With the Republicans in polling free fall, the Democrats need to turn around their own weak numbers, and they can do it by drawing the sharpest contrasts. It's one thing to be preferred because the alternative is crazy and dangerous, it's another to win people's hearts. Championing popular policies that the Republicans are attacking is a sure means of winning those hearts. Republicans are hypocrites on fiscal policy, and have been trying to kill Social Security, Medicare and Medicaid since those programs were first established. After having shut down the government and threatened to blow up the economy, the Republicans now are on the brink of political oblivion. Democrats can help them take that final small step by making the next round of budget talks an explicit debate over Social Security, Medicare and Medicaid, positioning themselves as champions of these popular and effective programs, while Republicans are trying to cut them.
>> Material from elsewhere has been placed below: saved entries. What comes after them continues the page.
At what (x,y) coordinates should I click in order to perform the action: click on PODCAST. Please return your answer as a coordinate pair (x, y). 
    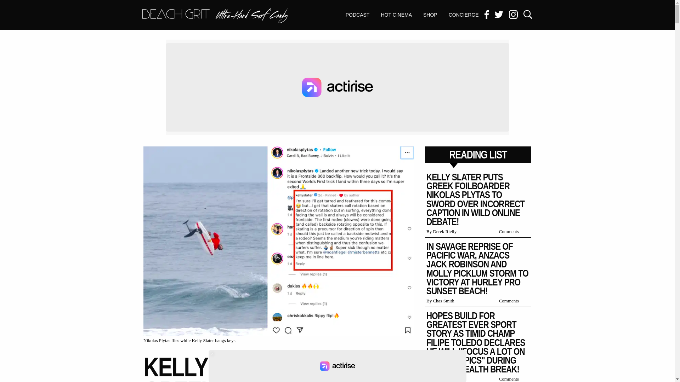
    Looking at the image, I should click on (396, 15).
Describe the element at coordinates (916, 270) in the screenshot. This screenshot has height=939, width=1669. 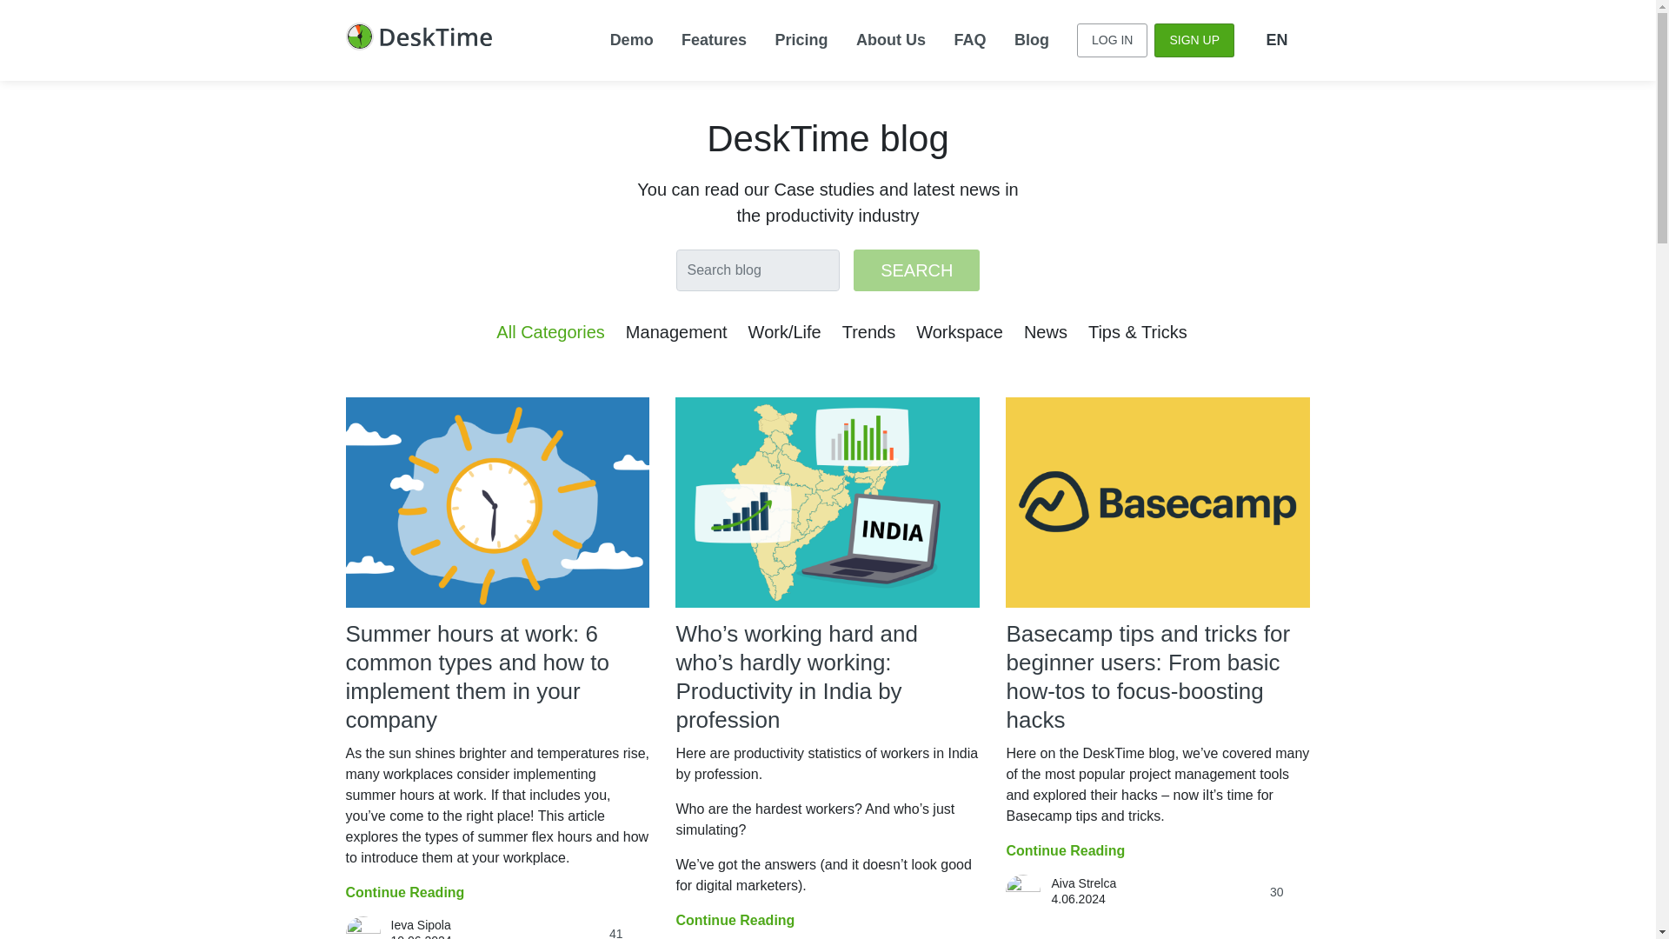
I see `SEARCH` at that location.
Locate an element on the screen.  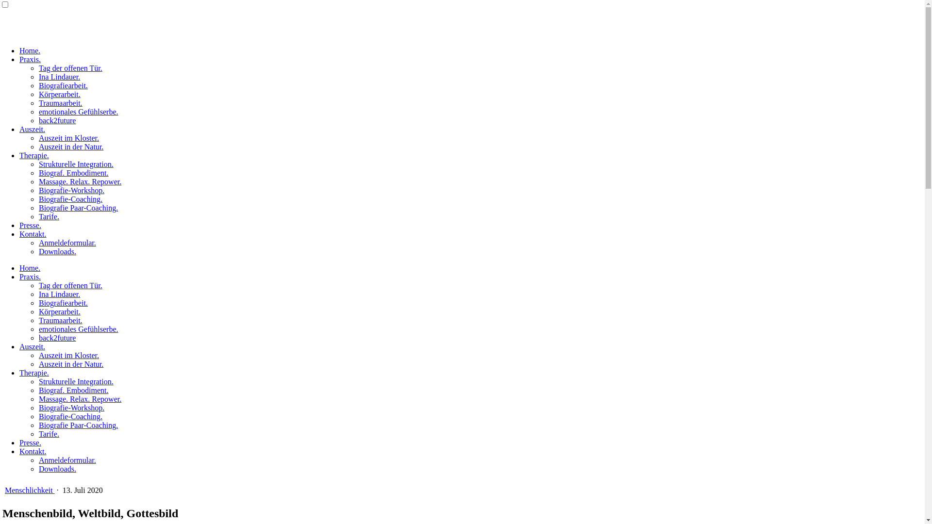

And by so doing, Democrats can earn great popular approval for themselves. They just proved they will not tolerate the Republican politics of extortion and brinksmanship, and they now should prove they will not negotiate cuts to Social Security, Medicare and Medicaid. And having won back popular support at the same moment the Republicans have lost it altogether, Democrats then can reframe the entire political conversation, so we can stop talking about gutting government and start talking about using government to help grow a robust economy.